Reflection for a Time of Madness… by Philip Clayton
Happy New Year! For this last Sunday, December 2nd, brought the first day of the Christian year.
Four Sundays mark the opening liturgical “season” of the Christian year, which culminates on Christmas Eve. Advent means the coming or arrival or appearing of an extremely important event. For Christians, this is a time of expectant waiting, of prayer, and of preparing oneself spiritually for the sacred moment which is to come.
What a contrast from what people think of as the Christmas season! Actually, the Christmas season is just the 12 days from December 25th to the holiday of Epiphany (January 6th), which celebrates the visit of the three wise men to the Christ Child. In an irony of history, the time of spiritual preparation and silent waiting has become the busiest, most frenetic season of the year.
In all religions, liturgies and sacred holidays reenact sacred events of the past. The holy days lift believers out of mundane reality and into sacred time; they call us into the divine life itself. For Christians, the Creator of all things silently draws near to the Creation on the Holy Night that dawns with Christmas morning, bridging the gap that has arisen between God and God’s creation. “The Word became flesh and dwelt among us,” St. John writes, “full of grace and truth; we have beheld his glory, glory as of the only Son from the Father” (John 1:14). Hence Jesus, the Christ Child, is called Emmanuel, God with us.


• [EXERCISE PROMPT]
When you return the data, keep every word exact and include none of the images.

• [DATA FOR THIS TASK]
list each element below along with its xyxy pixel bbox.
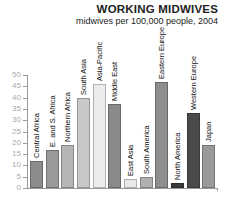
y-tick-label: 10 (0, 161, 21, 169)
bar-label: Middle East (110, 62, 119, 101)
bar (124, 179, 137, 188)
y-tick (23, 132, 27, 133)
chart-subtitle: midwives per 100,000 people, 2004 (76, 16, 218, 26)
bar-label: Western Europe (189, 56, 198, 110)
y-tick (23, 109, 27, 110)
bar (171, 183, 184, 188)
y-axis (27, 75, 28, 188)
bar (93, 84, 106, 188)
y-tick (23, 120, 27, 121)
y-tick-label: 50 (0, 71, 21, 79)
y-tick (23, 177, 27, 178)
bar (61, 145, 74, 188)
y-tick-label: 5 (0, 173, 21, 181)
bar-label: Northern Africa (63, 92, 72, 142)
bar-label: South America (142, 125, 151, 174)
bar-label: North America (173, 132, 182, 180)
y-tick-label: 40 (0, 94, 21, 102)
y-tick (23, 86, 27, 87)
y-tick (23, 188, 27, 189)
bar-label: Eastern Europe (157, 27, 166, 79)
x-axis-end-tick (217, 188, 218, 191)
y-tick (23, 154, 27, 155)
bar-label: East Asia (126, 145, 135, 176)
y-tick-label: 25 (0, 128, 21, 136)
bar (187, 113, 200, 188)
y-tick-label: 0 (0, 184, 21, 192)
y-tick-label: 30 (0, 116, 21, 124)
bar (155, 82, 168, 188)
x-axis (27, 188, 218, 189)
bar-label: E. and S. Africa (48, 95, 57, 147)
bar-label: Central Africa (32, 113, 41, 158)
bar (77, 98, 90, 188)
y-tick-label: 20 (0, 139, 21, 147)
bar (202, 145, 215, 188)
y-tick (23, 143, 27, 144)
bar (46, 150, 59, 188)
y-tick-label: 15 (0, 150, 21, 158)
bar-label: South Asia (79, 59, 88, 95)
y-tick (23, 165, 27, 166)
bar-label: Asia-Pacific (95, 42, 104, 81)
y-tick (23, 98, 27, 99)
bar-label: Japan (204, 122, 213, 142)
bar (30, 161, 43, 188)
chart-title: WORKING MIDWIVES (97, 3, 218, 15)
bar (140, 177, 153, 188)
bar (108, 104, 121, 188)
y-tick-label: 45 (0, 82, 21, 90)
y-tick-label: 35 (0, 105, 21, 113)
y-tick (23, 75, 27, 76)
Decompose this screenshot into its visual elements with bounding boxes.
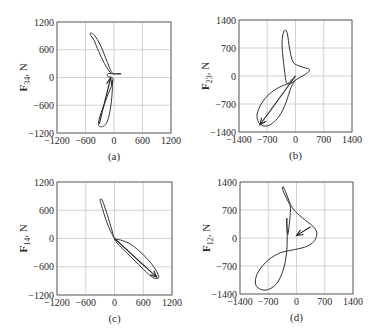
y-tick-label: −700 [215,99,236,110]
panel-label: (d) [290,311,303,324]
y-axis-label: F23, N [199,62,214,90]
panel-b: −1400−70007001400−1400−70007001400F23, N… [190,0,378,170]
force-vector-arrow [297,227,311,236]
y-tick-label: 0 [232,233,237,244]
y-tick-label: 0 [231,71,236,82]
y-tick-label: 1200 [34,17,54,28]
y-axis-label: F14, N [17,224,32,252]
grid [57,22,171,133]
x-tick-label: 1400 [343,296,363,307]
x-tick-label: 0 [293,134,298,145]
y-tick-label: 0 [49,72,54,83]
y-axis-label: F12, N [200,224,215,252]
chart-d: −1400−70007001400−1400−70007001400F12, N… [190,170,378,335]
x-tick-label: 0 [112,135,117,146]
panel-a: −1200−60006001200−1200−60006001200F34, N… [0,0,190,170]
y-tick-label: −600 [33,261,54,272]
y-tick-label: 600 [39,205,54,216]
x-tick-label: 700 [316,134,331,145]
y-tick-label: 1400 [216,15,236,26]
y-tick-label: 0 [49,233,54,244]
y-tick-label: 700 [221,43,236,54]
x-tick-label: 700 [317,296,332,307]
panel-c: −1200−60006001200−1200−60006001200F14, N… [0,170,190,335]
y-axis-label: F34, N [17,63,32,91]
y-tick-label: −600 [33,100,54,111]
y-tick-label: −1200 [28,290,54,301]
y-tick-label: −1400 [210,127,236,138]
x-tick-label: 1400 [342,134,362,145]
y-tick-label: 600 [39,44,54,55]
panel-label: (b) [289,149,302,162]
x-tick-label: 0 [294,296,299,307]
x-tick-label: 600 [135,135,150,146]
y-tick-label: −700 [216,261,237,272]
panel-label: (c) [108,312,121,325]
force-vector-arrow [115,239,157,278]
arrowhead-icon [297,230,304,236]
x-tick-label: 1200 [161,135,181,146]
y-tick-label: 700 [222,205,237,216]
chart-a: −1200−60006001200−1200−60006001200F34, N… [0,0,190,170]
panel-label: (a) [108,150,121,163]
y-tick-label: 1200 [34,177,54,188]
chart-b: −1400−70007001400−1400−70007001400F23, N… [190,0,378,170]
x-tick-label: 600 [136,297,151,308]
x-tick-label: −700 [258,296,279,307]
x-tick-label: −700 [257,134,278,145]
force-locus-curve [257,30,310,126]
panel-d: −1400−70007001400−1400−70007001400F12, N… [190,170,378,335]
x-tick-label: −600 [75,135,96,146]
grid [240,182,353,294]
chart-c: −1200−60006001200−1200−60006001200F14, N… [0,170,190,335]
force-locus-curve [90,33,121,127]
y-tick-label: 1400 [217,177,237,188]
x-tick-label: −600 [75,297,96,308]
x-tick-label: 1200 [162,297,182,308]
y-tick-label: −1200 [28,128,54,139]
y-tick-label: −1400 [211,289,237,300]
force-locus-curve [255,187,317,290]
x-tick-label: 0 [112,297,117,308]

• [REPLY]
list each element below along with its xyxy pixel bbox.
y-tick-label: 10 (0, 161, 21, 169)
bar-label: Middle East (110, 62, 119, 101)
bar (124, 179, 137, 188)
y-tick (23, 132, 27, 133)
chart-subtitle: midwives per 100,000 people, 2004 (76, 16, 218, 26)
bar-label: Western Europe (189, 56, 198, 110)
y-tick (23, 109, 27, 110)
bar (171, 183, 184, 188)
y-axis (27, 75, 28, 188)
bar (93, 84, 106, 188)
y-tick (23, 120, 27, 121)
y-tick-label: 50 (0, 71, 21, 79)
y-tick (23, 177, 27, 178)
bar (61, 145, 74, 188)
y-tick-label: 5 (0, 173, 21, 181)
bar-label: Northern Africa (63, 92, 72, 142)
bar-label: South America (142, 125, 151, 174)
bar-label: North America (173, 132, 182, 180)
y-tick-label: 40 (0, 94, 21, 102)
y-tick (23, 86, 27, 87)
y-tick (23, 188, 27, 189)
bar-label: Eastern Europe (157, 27, 166, 79)
x-axis-end-tick (217, 188, 218, 191)
y-tick (23, 154, 27, 155)
bar-label: East Asia (126, 145, 135, 176)
y-tick-label: 25 (0, 128, 21, 136)
bar (187, 113, 200, 188)
y-tick-label: 0 (0, 184, 21, 192)
y-tick-label: 30 (0, 116, 21, 124)
bar (155, 82, 168, 188)
x-axis (27, 188, 218, 189)
bar-label: E. and S. Africa (48, 95, 57, 147)
bar-label: Central Africa (32, 113, 41, 158)
bar (77, 98, 90, 188)
y-tick-label: 20 (0, 139, 21, 147)
bar (202, 145, 215, 188)
y-tick (23, 143, 27, 144)
bar (46, 150, 59, 188)
y-tick-label: 15 (0, 150, 21, 158)
bar-label: South Asia (79, 59, 88, 95)
y-tick (23, 165, 27, 166)
bar-label: Asia-Pacific (95, 42, 104, 81)
y-tick (23, 98, 27, 99)
bar-label: Japan (204, 122, 213, 142)
bar (30, 161, 43, 188)
chart-title: WORKING MIDWIVES (97, 3, 218, 15)
bar (140, 177, 153, 188)
bar (108, 104, 121, 188)
y-tick-label: 45 (0, 82, 21, 90)
y-tick-label: 35 (0, 105, 21, 113)
y-tick (23, 75, 27, 76)
Decompose this screenshot into its visual elements with bounding boxes.
y-tick-label: −700 [215,99,236,110]
panel-label: (d) [290,311,303,324]
y-axis-label: F23, N [199,62,214,90]
panel-b: −1400−70007001400−1400−70007001400F23, N… [190,0,378,170]
force-vector-arrow [297,227,311,236]
y-tick-label: 0 [232,233,237,244]
y-tick-label: 0 [231,71,236,82]
y-tick-label: 1200 [34,17,54,28]
y-axis-label: F14, N [17,224,32,252]
grid [57,22,171,133]
x-tick-label: 1400 [343,296,363,307]
x-tick-label: 0 [293,134,298,145]
y-tick-label: 0 [49,72,54,83]
y-axis-label: F12, N [200,224,215,252]
chart-d: −1400−70007001400−1400−70007001400F12, N… [190,170,378,335]
x-tick-label: 0 [112,135,117,146]
panel-a: −1200−60006001200−1200−60006001200F34, N… [0,0,190,170]
y-tick-label: −600 [33,261,54,272]
y-tick-label: 600 [39,205,54,216]
x-tick-label: 700 [316,134,331,145]
y-tick-label: 1400 [216,15,236,26]
y-tick-label: 0 [49,233,54,244]
y-tick-label: 700 [221,43,236,54]
x-tick-label: 700 [317,296,332,307]
panel-c: −1200−60006001200−1200−60006001200F14, N… [0,170,190,335]
y-axis-label: F34, N [17,63,32,91]
y-tick-label: −600 [33,100,54,111]
y-tick-label: −1200 [28,290,54,301]
y-tick-label: −1400 [210,127,236,138]
x-tick-label: 1400 [342,134,362,145]
y-tick-label: 600 [39,44,54,55]
panel-label: (b) [289,149,302,162]
x-tick-label: 0 [294,296,299,307]
x-tick-label: 600 [135,135,150,146]
y-tick-label: −700 [216,261,237,272]
panel-label: (c) [108,312,121,325]
force-vector-arrow [115,239,157,278]
arrowhead-icon [297,230,304,236]
x-tick-label: 1200 [161,135,181,146]
y-tick-label: 700 [222,205,237,216]
chart-a: −1200−60006001200−1200−60006001200F34, N… [0,0,190,170]
panel-label: (a) [108,150,121,163]
y-tick-label: 1200 [34,177,54,188]
chart-b: −1400−70007001400−1400−70007001400F23, N… [190,0,378,170]
x-tick-label: 600 [136,297,151,308]
x-tick-label: −700 [258,296,279,307]
x-tick-label: −700 [257,134,278,145]
force-locus-curve [257,30,310,126]
panel-d: −1400−70007001400−1400−70007001400F12, N… [190,170,378,335]
x-tick-label: −600 [75,135,96,146]
grid [240,182,353,294]
chart-c: −1200−60006001200−1200−60006001200F14, N… [0,170,190,335]
force-locus-curve [90,33,121,127]
y-tick-label: 1400 [217,177,237,188]
x-tick-label: −600 [75,297,96,308]
x-tick-label: 1200 [162,297,182,308]
y-tick-label: −1200 [28,128,54,139]
y-tick-label: −1400 [211,289,237,300]
force-locus-curve [255,187,317,290]
x-tick-label: 0 [112,297,117,308]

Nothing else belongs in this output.